A leak detector is a self-contained device that contains a vacuum pump and a simple mass spectrometer tuned to helium. The pump is connected to a fitting so it can sample gas that has been pumped from the chamber, which is then sent to the mass spectrometer. If any helium is detected in that gas, an alarm sounds.

Once the leak detector is connected and the chamber is pumped, we take a wand and spray helium on the outside of the chamber. Helium is an ideal gas to use because its molecules are very small and will slip through any openings big enough to be considered a leak; and because it won't blow up like the Hindenburg if something goes haywire. If we spray helium where the leak is, it will enter the chamber and then the leak detector, which will alarm and let us know we've found the leak.

One problem is that if too much helium is sprayed, the leak detector could continue to wail for a long while while we aren't really sure when the helium got into the chamber. (I really wanted to write "while while".) So filling the room with helium wouldn't work, although it would be a lot of fun talking.

I guess I have to aside this. If you inhale helium and then talk, your voice will sound like Daisy Duck's. Try it with a big helium balloon sometime.

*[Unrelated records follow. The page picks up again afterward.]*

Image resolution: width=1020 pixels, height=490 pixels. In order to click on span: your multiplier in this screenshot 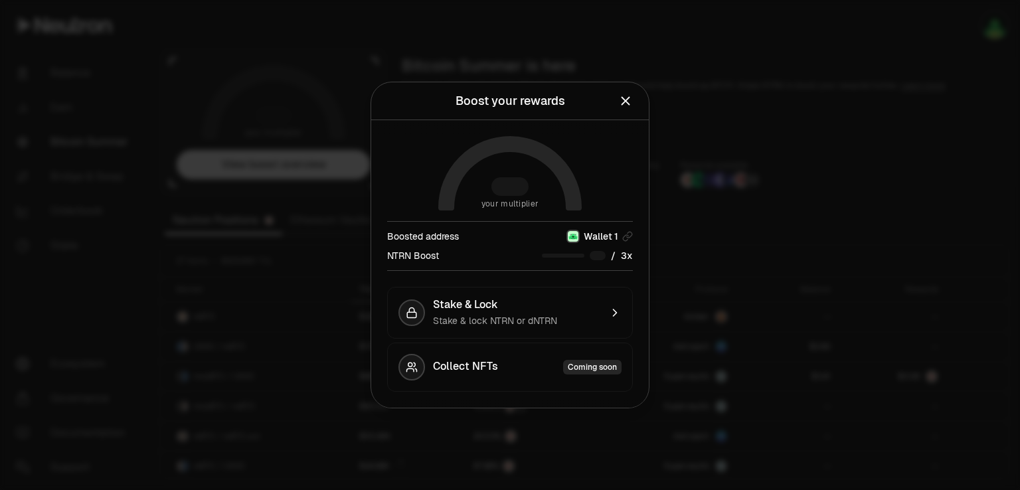, I will do `click(510, 204)`.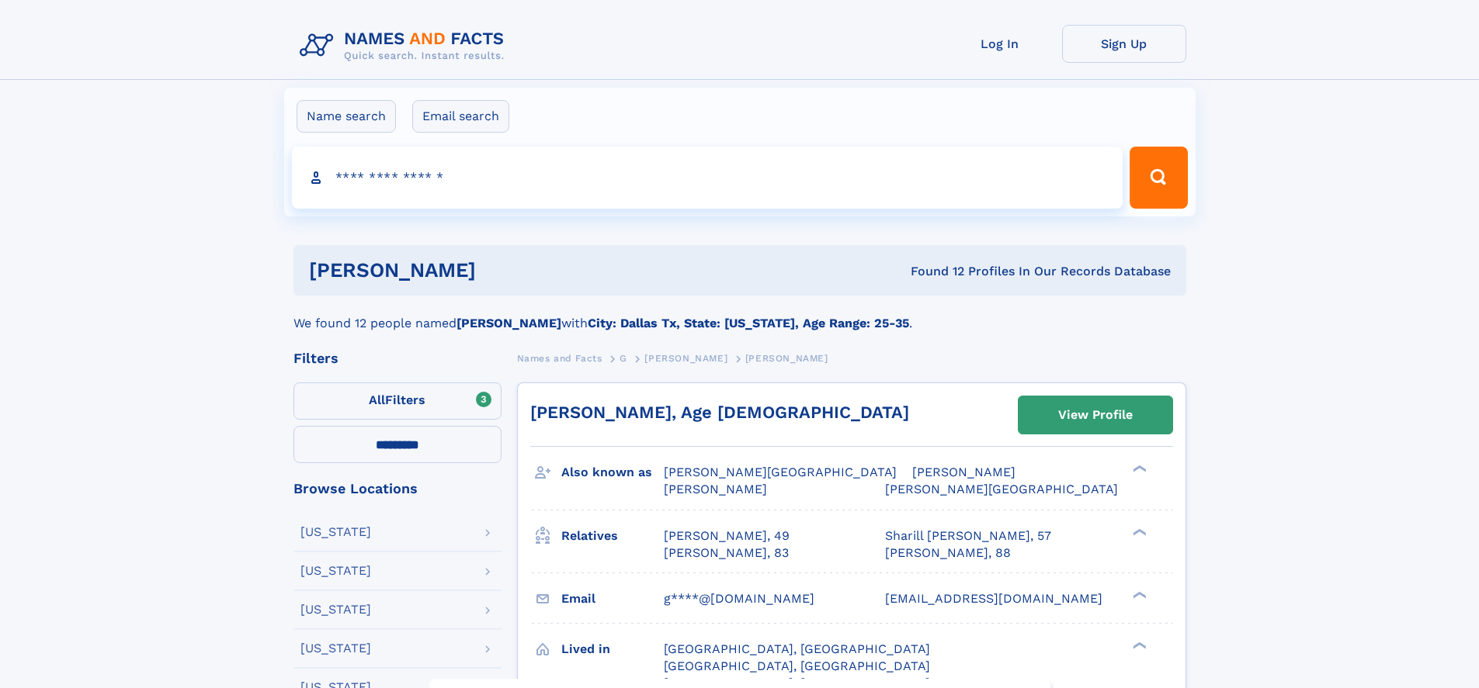  What do you see at coordinates (623, 359) in the screenshot?
I see `span: G` at bounding box center [623, 359].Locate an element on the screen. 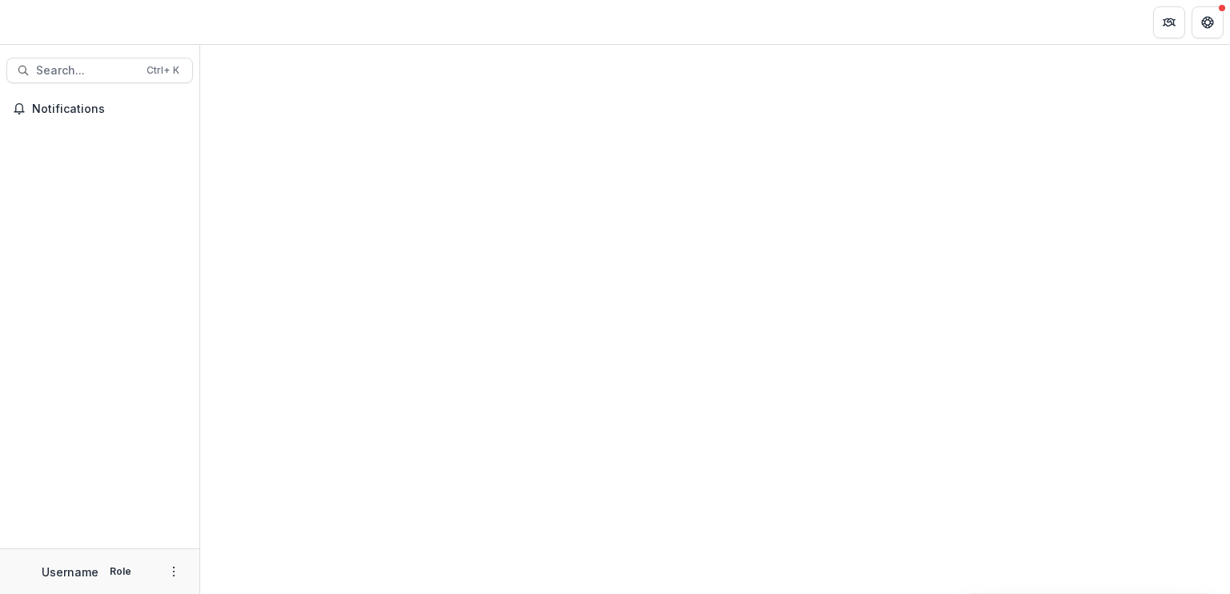  p: Role is located at coordinates (120, 572).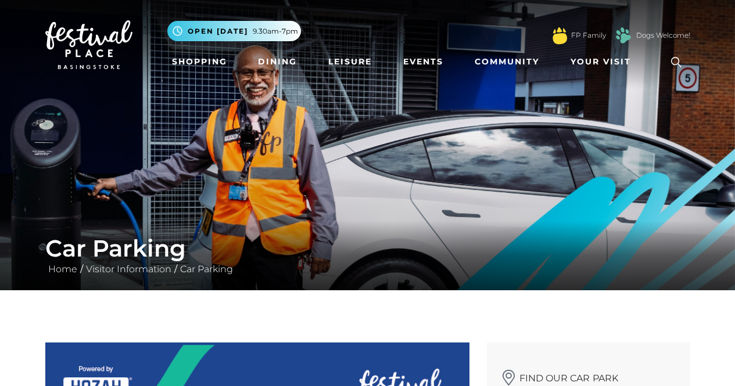  I want to click on h1: Car Parking, so click(368, 249).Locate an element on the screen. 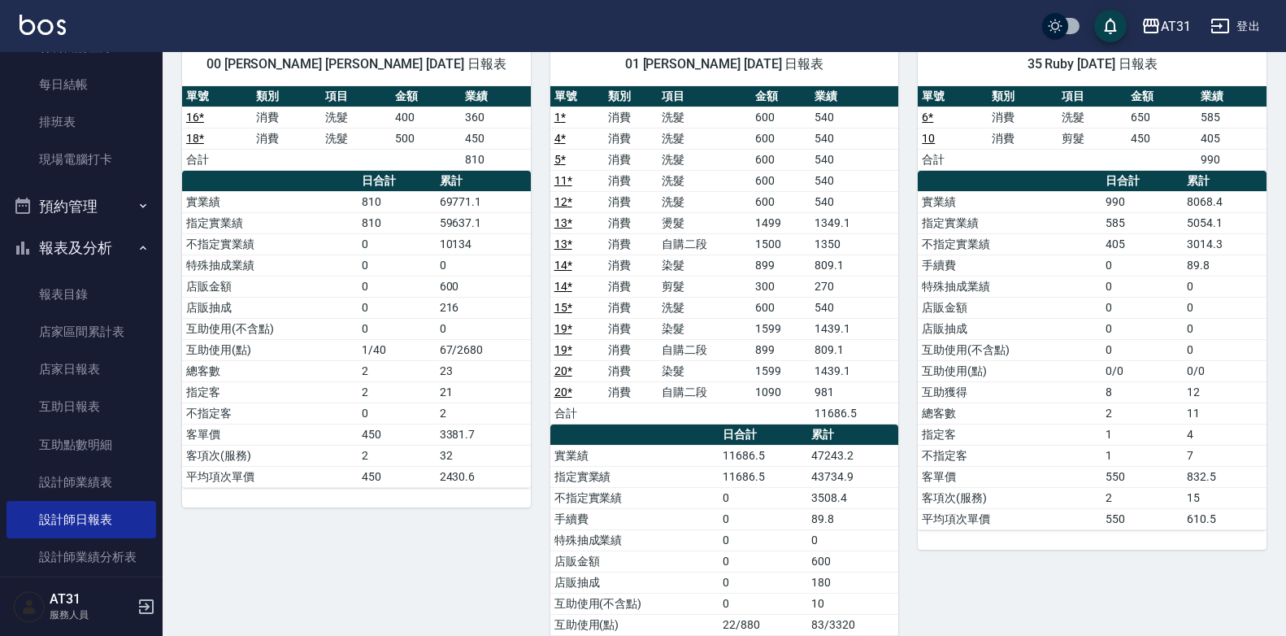 Image resolution: width=1286 pixels, height=636 pixels. td: 7 is located at coordinates (1225, 455).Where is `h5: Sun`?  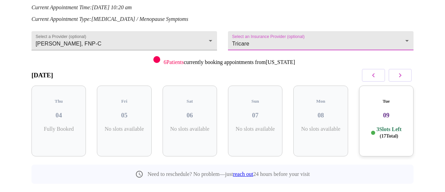 h5: Sun is located at coordinates (255, 101). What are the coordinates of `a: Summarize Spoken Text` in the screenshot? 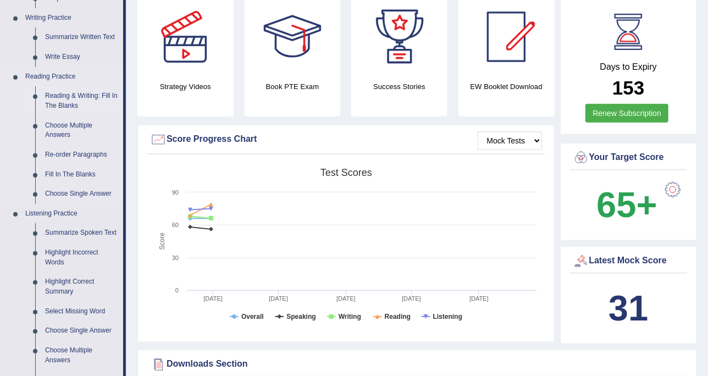 It's located at (81, 233). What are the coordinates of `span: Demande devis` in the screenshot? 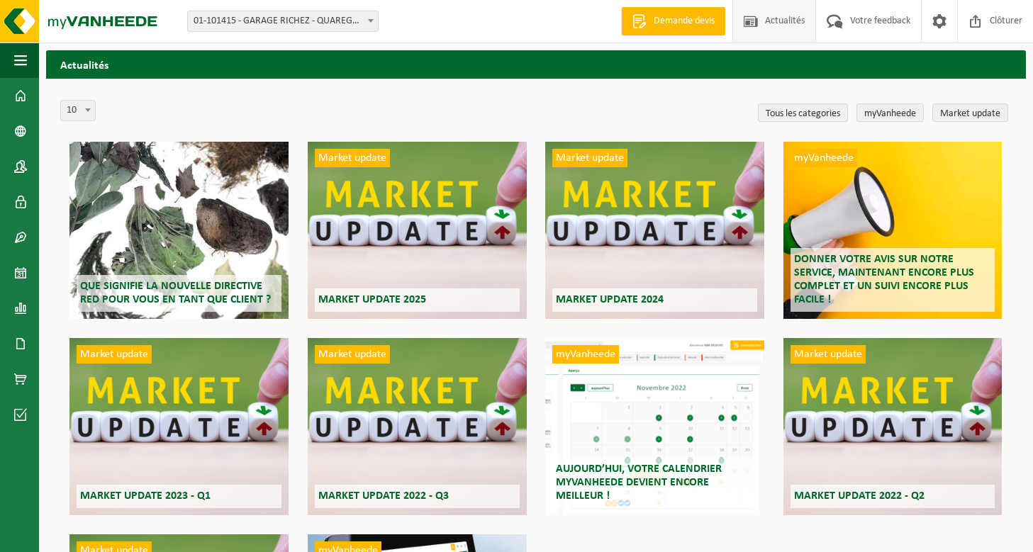 It's located at (684, 21).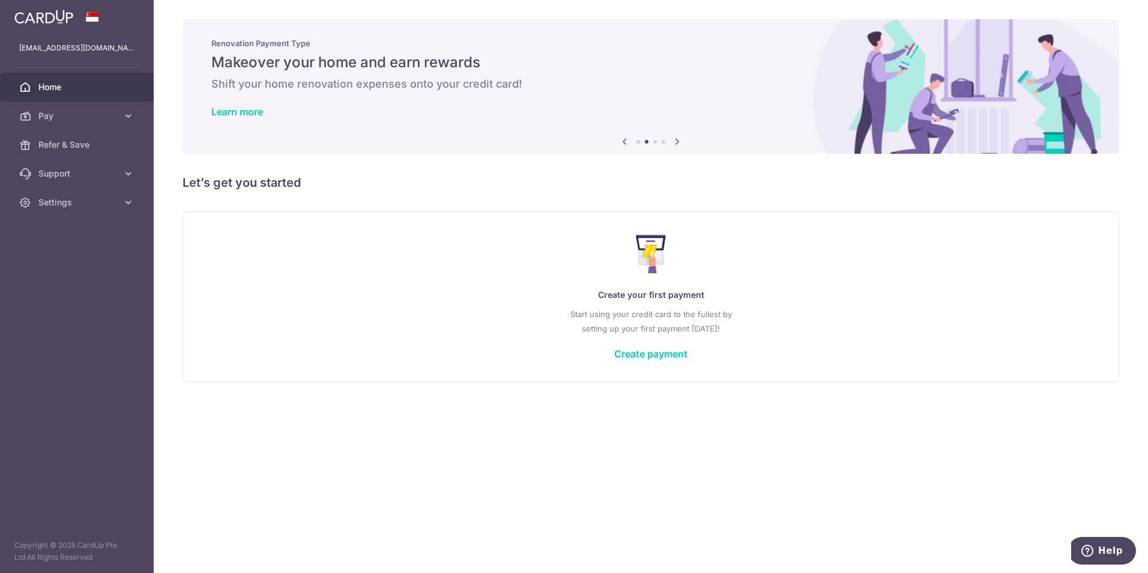  What do you see at coordinates (78, 116) in the screenshot?
I see `span: Pay` at bounding box center [78, 116].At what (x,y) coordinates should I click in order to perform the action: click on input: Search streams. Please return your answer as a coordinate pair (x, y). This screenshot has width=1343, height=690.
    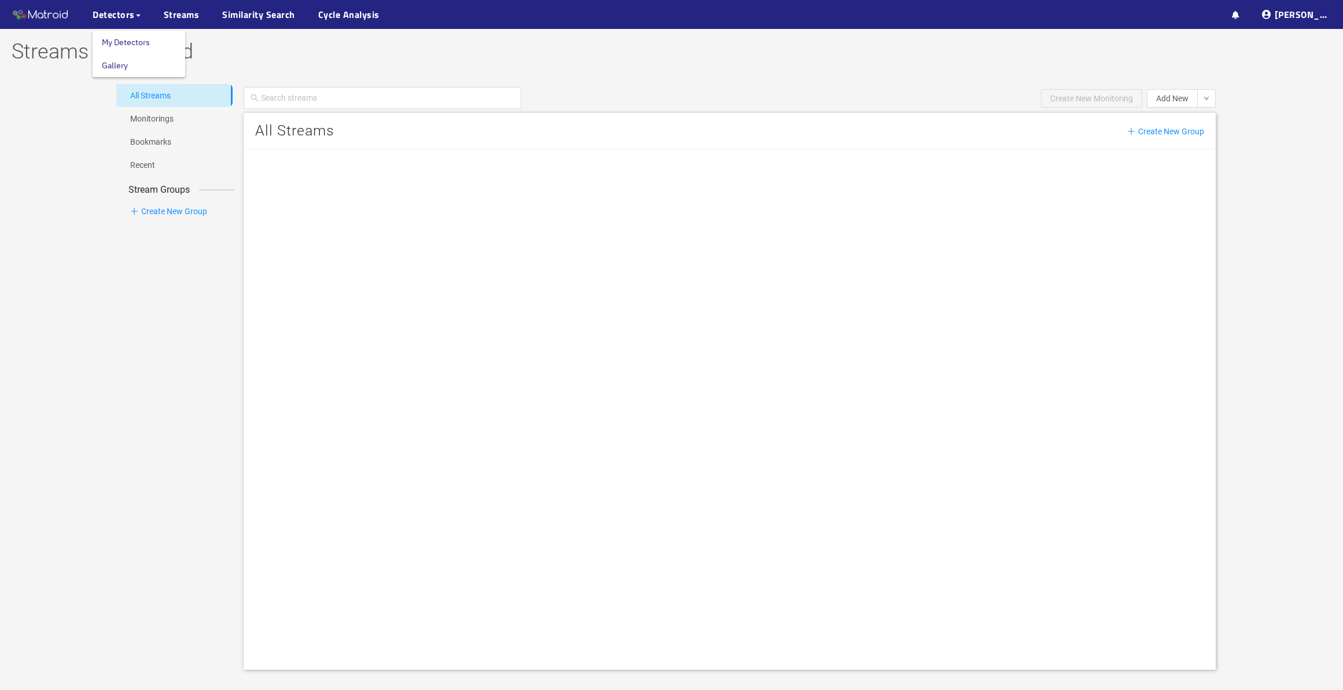
    Looking at the image, I should click on (388, 98).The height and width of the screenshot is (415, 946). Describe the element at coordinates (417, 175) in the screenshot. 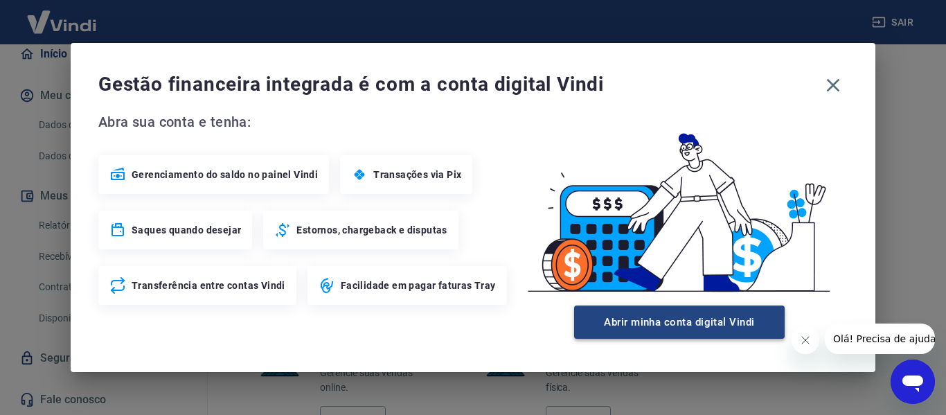

I see `span: Transações via Pix` at that location.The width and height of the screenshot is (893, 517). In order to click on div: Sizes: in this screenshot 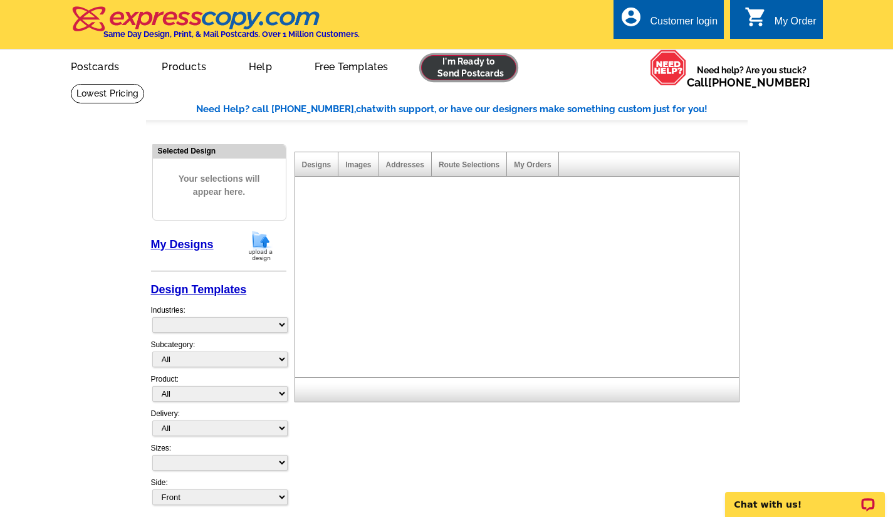, I will do `click(219, 459)`.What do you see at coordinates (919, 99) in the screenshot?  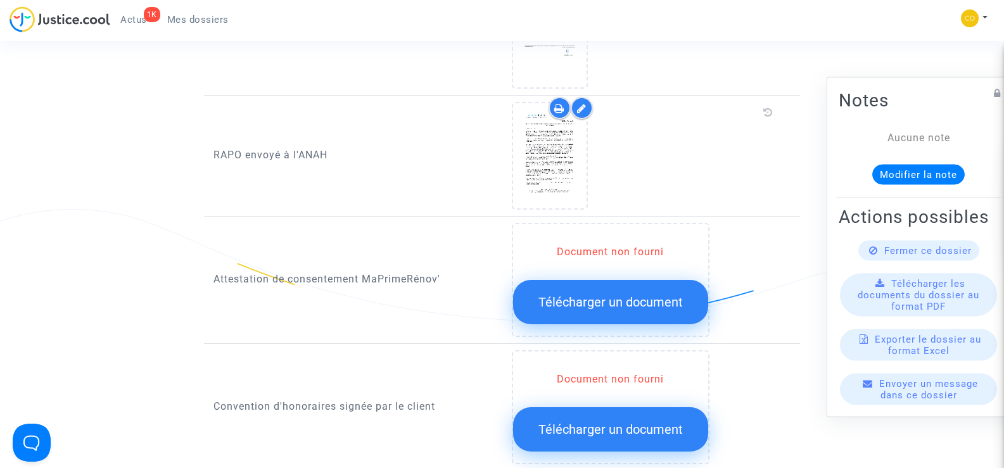 I see `h2: Notes` at bounding box center [919, 99]. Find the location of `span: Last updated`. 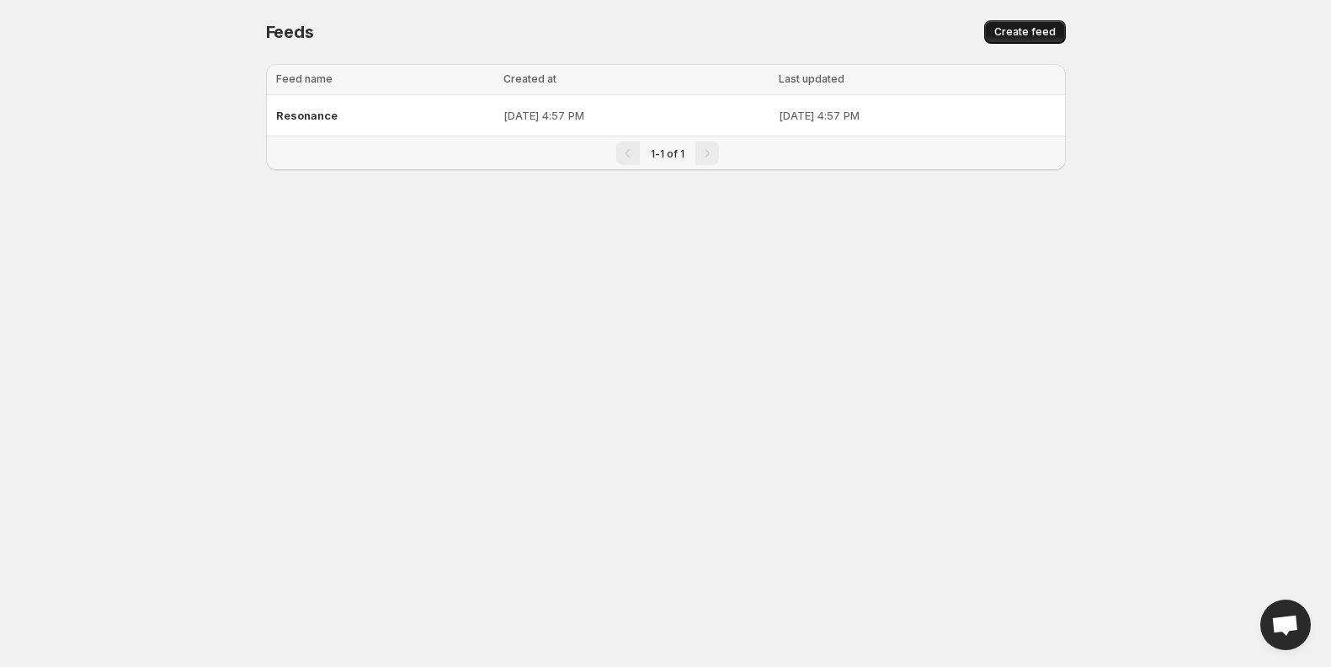

span: Last updated is located at coordinates (811, 78).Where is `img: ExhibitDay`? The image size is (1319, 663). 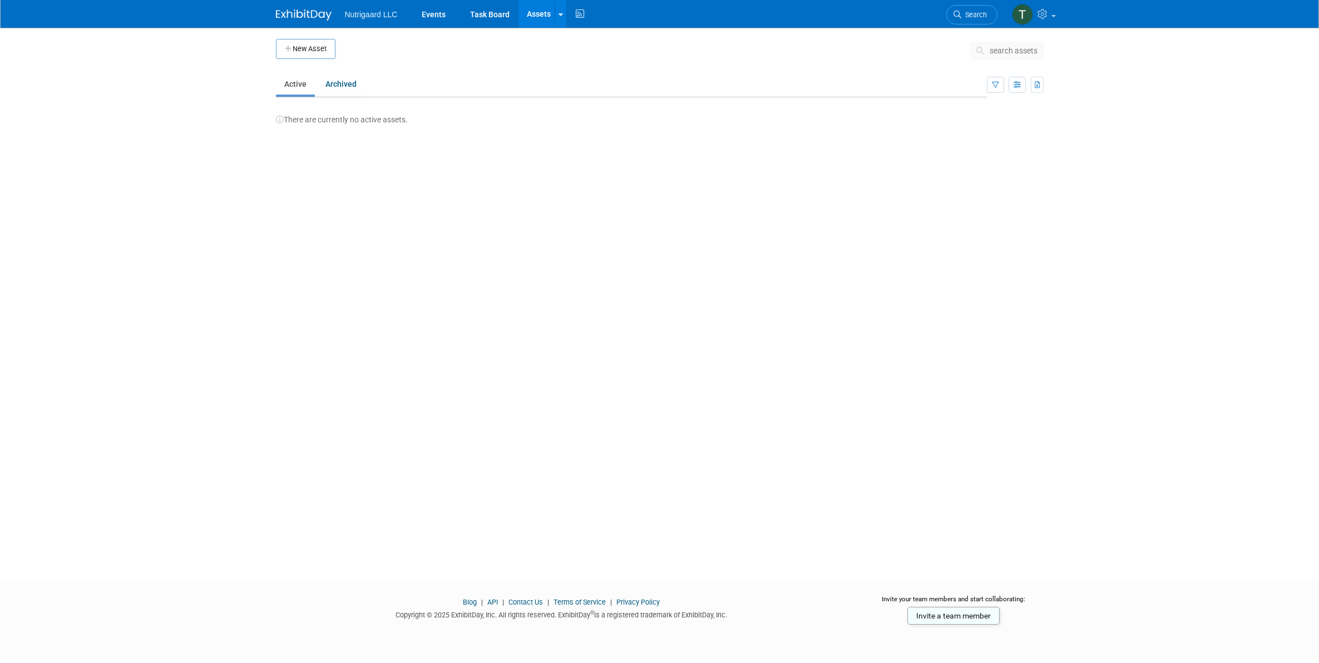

There isn't any danger because helium is non-toxic. If your lungs are full of helium, though, you aren't getting any oxygen, so don't get so carried away with duck talk that you don't take a real breath now and then.

Finding a leak with a leak detector requires releasing a very small amount of helium at the exact location of the leak, which is where the art comes in. I once worked for a company that manufactured custom vacuum equipment, and I had to find a tiny leak in a chamber that was the size of a Hummer. MMMMMMMMM, that was a lot of fun!

4 comments:

Ed said...

Way back when B.T.(before Timex) I worked at Ford Aerospace building satelites. We had a REALLY BIG vacuum chamber there. Big enough that they could set up the satelites in their configuration that they would be operated in space, solar panels and antenna booms extended. I would guess 100 feet in diameter and 50 feet tall. When we worked in it we had to take a key out of the interlock box so they could not pump it down with us inside. One side of the chamber was lined with lights to simulate the sun, the other side was refrigerated to simulate the cold of space. They could power it up and talk to the satelite over the radio thru the quartz windows. All the pumps were in the basement, if I remember right there were 12 diffusion pumps the size of hot tubs down there. Glad I never had to find a leak.

Anonymous said...

Cool!

cad said...

I once had a friend who was doing some testing on a space-bound instrument. He put it in a small vacuum tank, started pumping and the tank just wouldn't pump down. When he opened the tank to track down the problem, it was all too obvious. A mouse had set up housekeeping in the tank and had exploded all over the inside of the tank and his instrument! Like Durf said, it's hard to pump down a big bag of mostly water. It was quite a mess to clean up.

Anonymous said...

I know what he said when he opened the tank - "Rats!"